According to Hetzel-Riggin, figures from the most recent National College Health Assessment conducted in 2008 by the American College Health Association indicated that approximately 1,447 students at WIU had experienced sexually aggressive behavior or attempted/completed sexual assault, and almost 900 had experienced stalking, while another 1,802 had likely experienced emotional, physical and/or sexual abuse within a relationship.

"My own research, which I conducted on the WIU-Macomb campus from 2006-2009, found that of the 1,276 women surveyed, 19.4 percent reported a history of domestic or dating violence, 13.3 percent reported a history of sexual aggression or assault and 32.1 percent reported being stalked," Hetzel-Riggin said.

Cavicchia and Hetzel-Riggin said the grant will benefit students by allowing the University to develop a coordinated response to interpersonal violence that includes mental health and medical care, and will help to increase awareness of resources available. Goals for the project also include developing online- and in-person training for campus police officers and judicial board members on laws, policies and protocols for responding to interpersonal violence victims. The grant will also be used to create and implement a mandatory education program on interpersonal violence for all incoming students; to develop a peer-led, bystander intervention program; for programming that addresses interpersonal violence prevention for underrepresented groups such as minority students; creating a comprehensive website and marketing campaign on interpersonal violence information and resources; and creating an Interpersonal Violence Response Team led by an Interpersonal Violence Prevention Coordinator.
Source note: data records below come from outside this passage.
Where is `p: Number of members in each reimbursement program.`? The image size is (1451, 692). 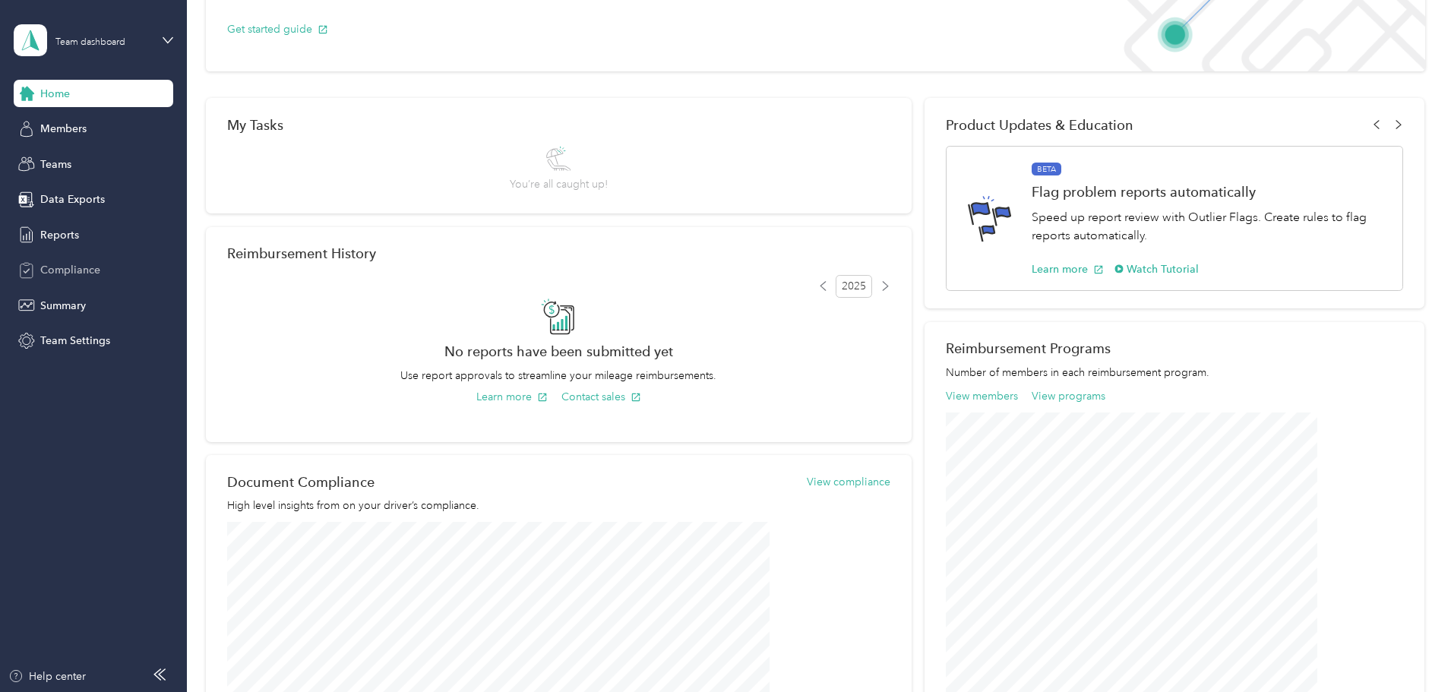 p: Number of members in each reimbursement program. is located at coordinates (1174, 372).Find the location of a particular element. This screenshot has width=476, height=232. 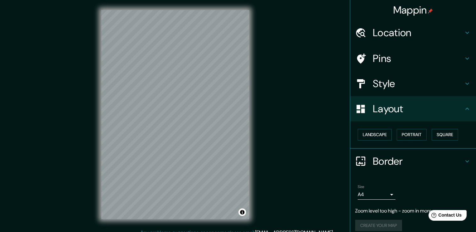

div: Location is located at coordinates (413, 33).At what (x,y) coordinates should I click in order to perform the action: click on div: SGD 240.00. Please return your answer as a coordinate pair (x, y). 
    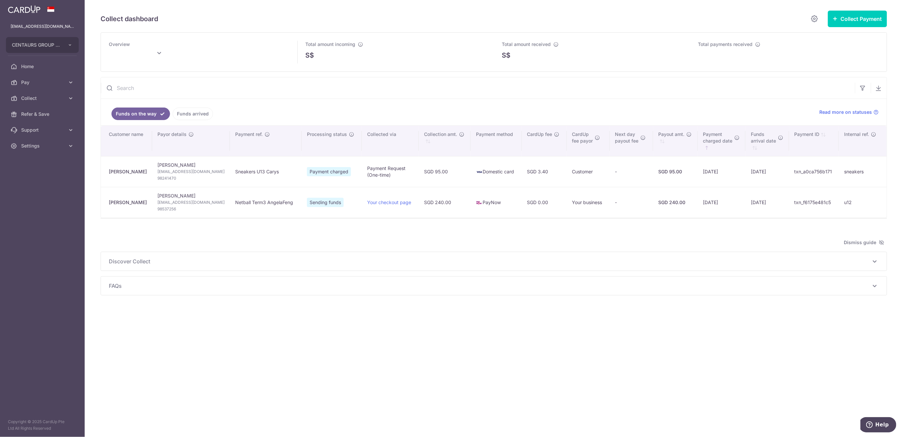
    Looking at the image, I should click on (676, 203).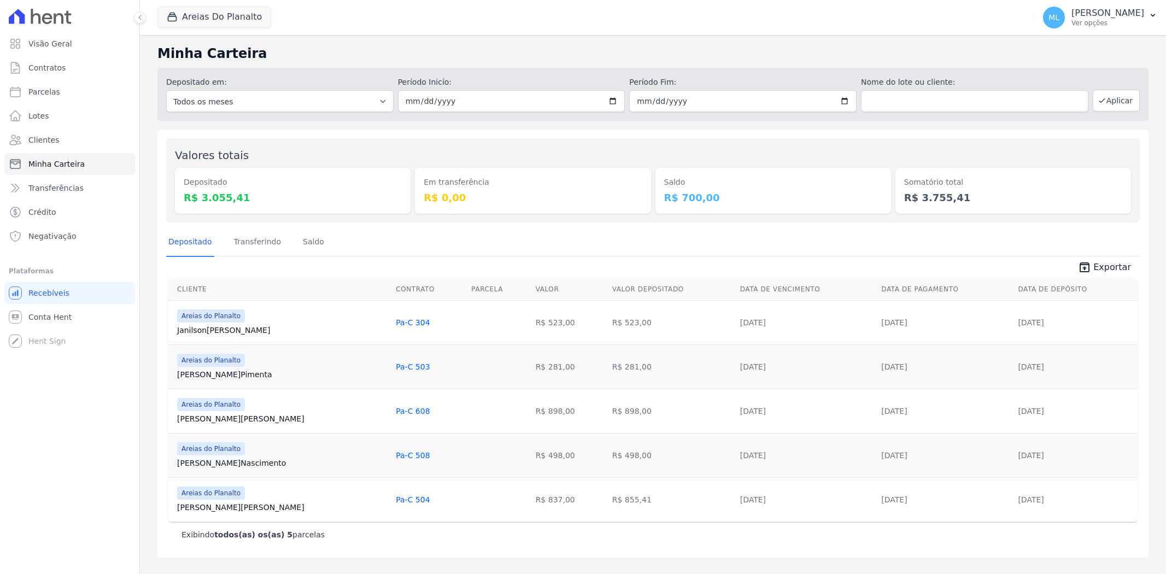 The width and height of the screenshot is (1166, 574). Describe the element at coordinates (292, 197) in the screenshot. I see `dd: R$ 3.055,41` at that location.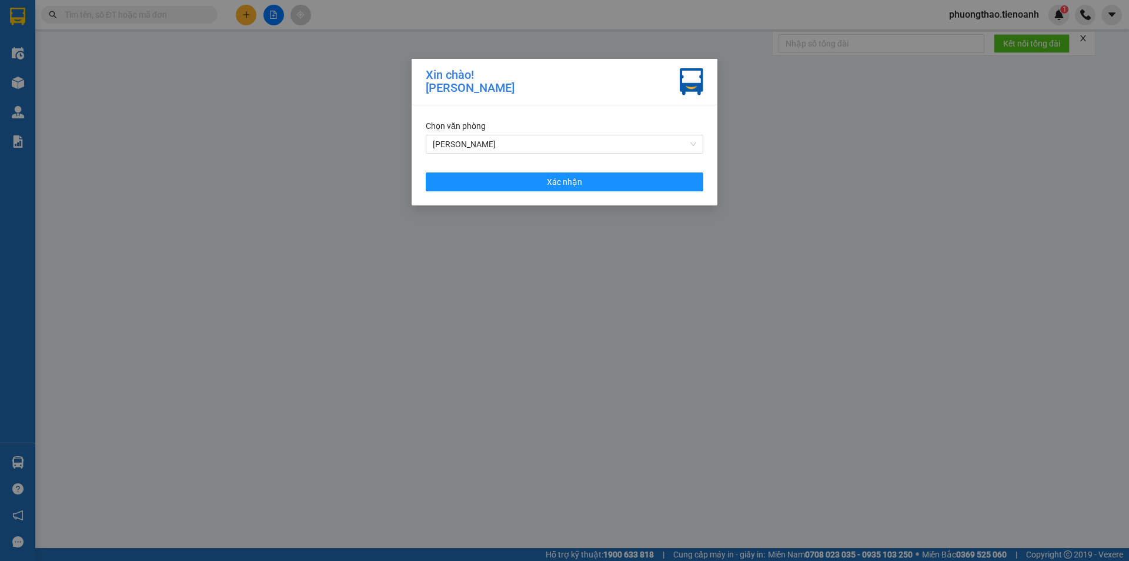  I want to click on img: vxr-icon, so click(692, 82).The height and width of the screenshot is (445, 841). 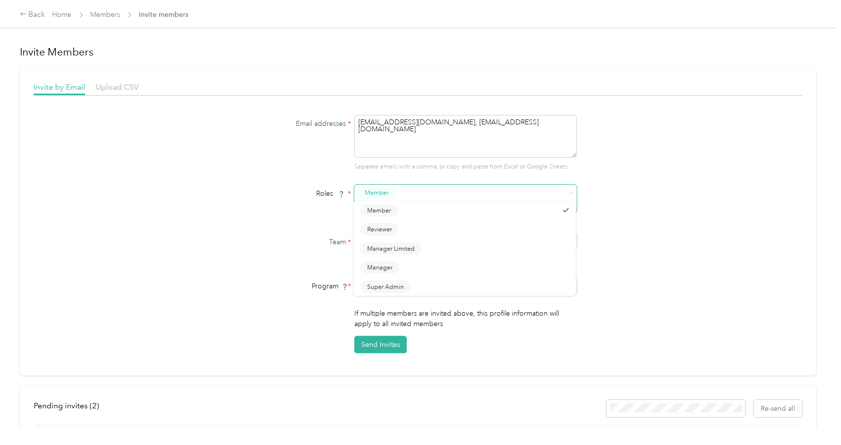 I want to click on button: Re-send all, so click(x=778, y=408).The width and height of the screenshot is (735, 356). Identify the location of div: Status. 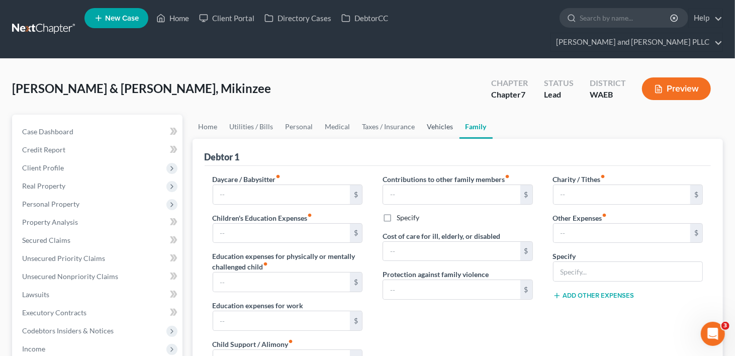
(559, 83).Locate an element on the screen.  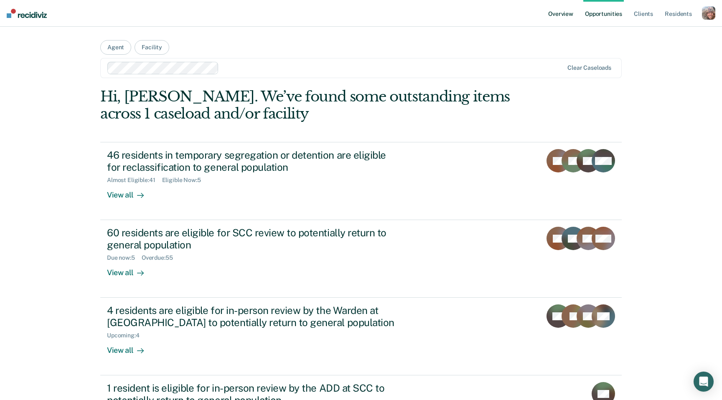
button: Facility is located at coordinates (152, 47).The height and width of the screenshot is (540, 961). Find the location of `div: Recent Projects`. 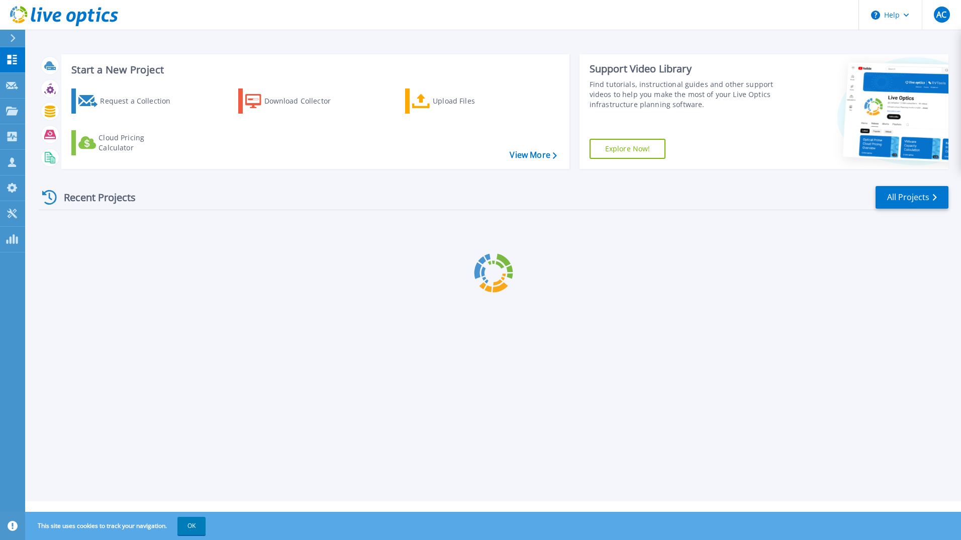

div: Recent Projects is located at coordinates (94, 197).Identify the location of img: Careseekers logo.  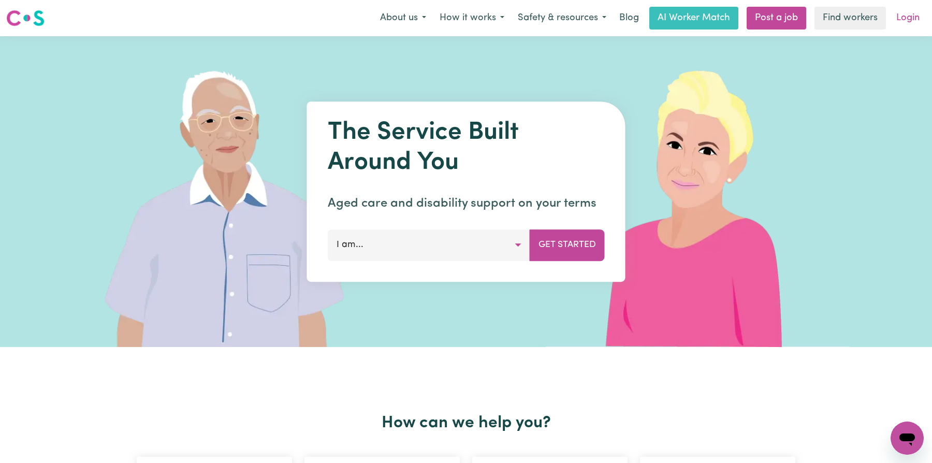
(25, 18).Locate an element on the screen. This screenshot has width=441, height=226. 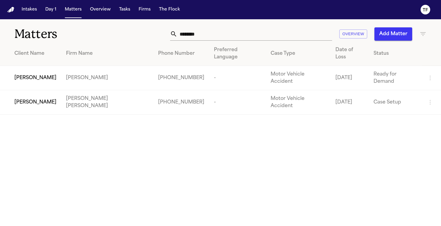
h1: Matters is located at coordinates (71, 34).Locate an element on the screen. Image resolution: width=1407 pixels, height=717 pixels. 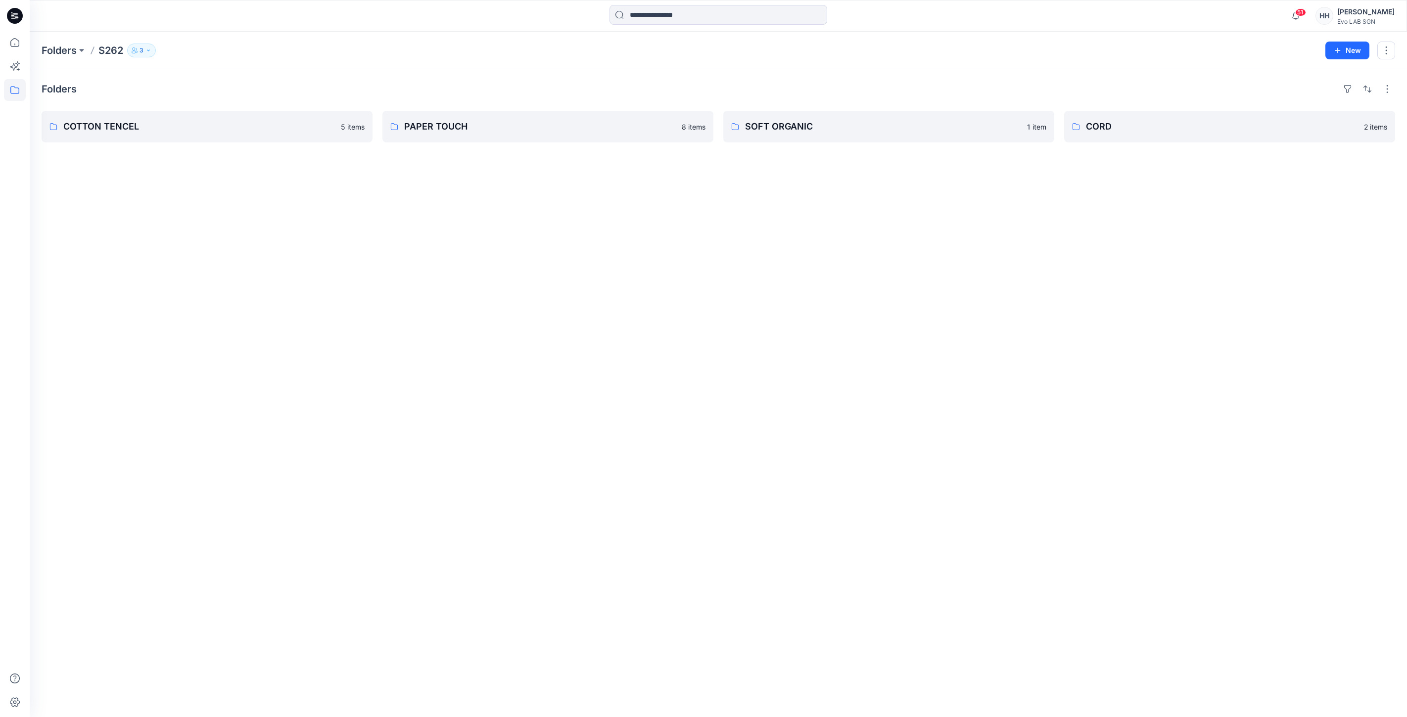
span: 51 is located at coordinates (1301, 12). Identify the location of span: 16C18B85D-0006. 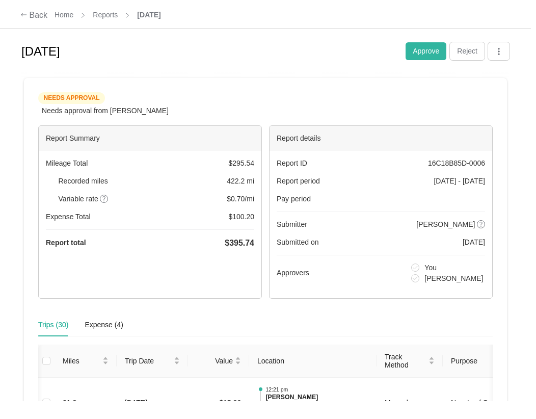
(457, 163).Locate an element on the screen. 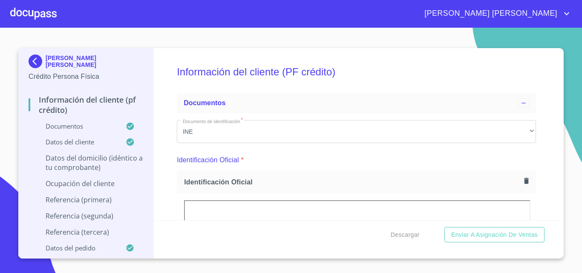  p: Ocupación del Cliente is located at coordinates (86, 183). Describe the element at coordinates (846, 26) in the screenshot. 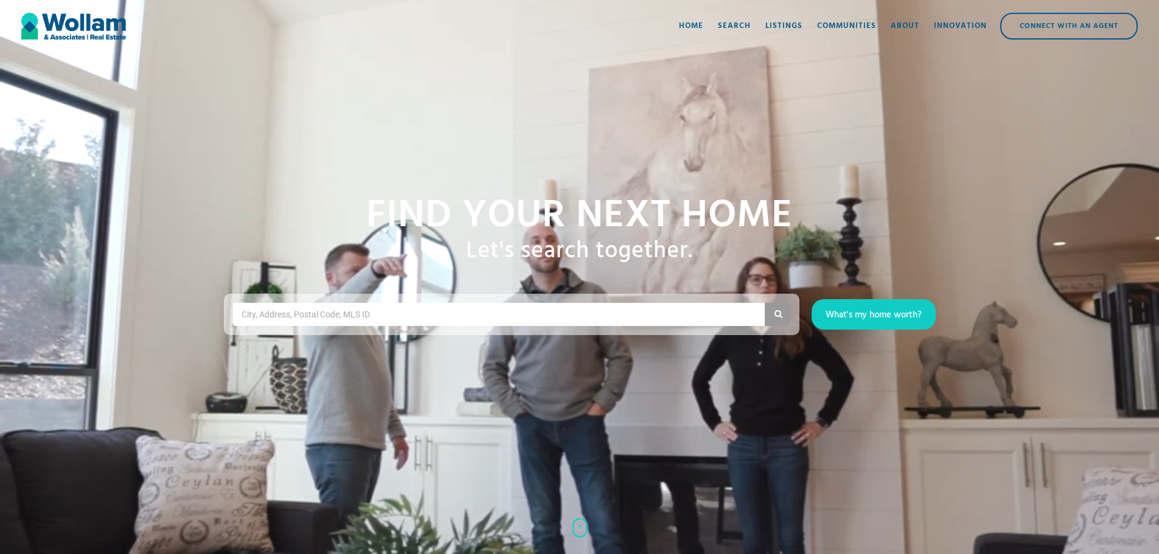

I see `div: Communities` at that location.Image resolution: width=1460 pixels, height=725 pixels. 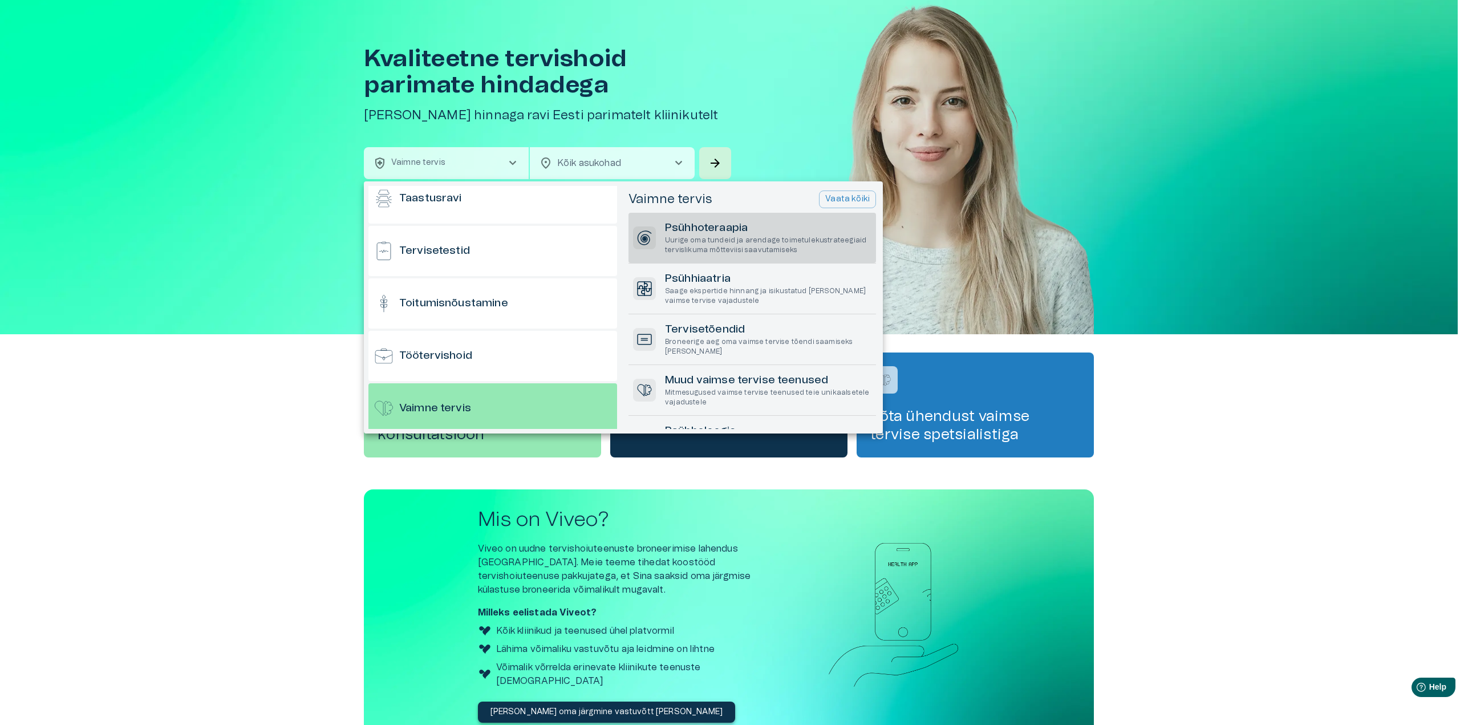 I want to click on h6: Tervisetõendid, so click(x=768, y=330).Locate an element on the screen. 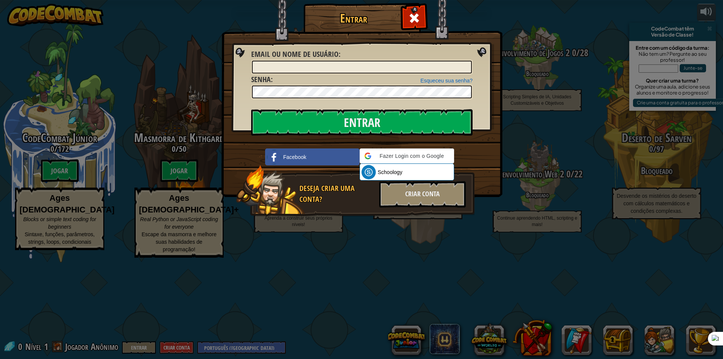 The width and height of the screenshot is (723, 359). span: Email ou nome de usuário is located at coordinates (295, 54).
"We are pleased to partner with Western Illinois University in this effort to reduce domestic, dating and sexual violence as well as stalking," said Diane Mayfied, director of WIRC-CAA Victim Services. "We know young people between the ages of 16 and 24 are at greater risk for these forms of violence. And sadly, we see the results of these crimes on victims, their friends and families every day. We look forward to our continued collaboration with the University community to provide assistance in whatever way we can."

Cavicchia noted that Western has demonstrated a long history of commitment to developing and strengthening resources and support services for, and education about, interpersonal violence. Rape awareness programming at WIU started in the mid-1970s, when Student Personnel Services (now Student Development and Orientation) and University Counseling Center staff members Nell Koester, Cari Sheets and Jo Ann Hummers initiated programming and conducted survivor support groups, which continue today.

"The University's current RVC evolved from a Task Force on Prevention of Sexual Assault, which was first formed in the 1980s in order to improve how we respond to victims of violence and to develop resources to help survivors," Cavicchia said. "This grant will allow us to implement unprecedented and even more effective means of providing education, for our students and all members of our campus community, in our continuing efforts to reduce interpersonal and gendered violence and provide assistance and support to survivors."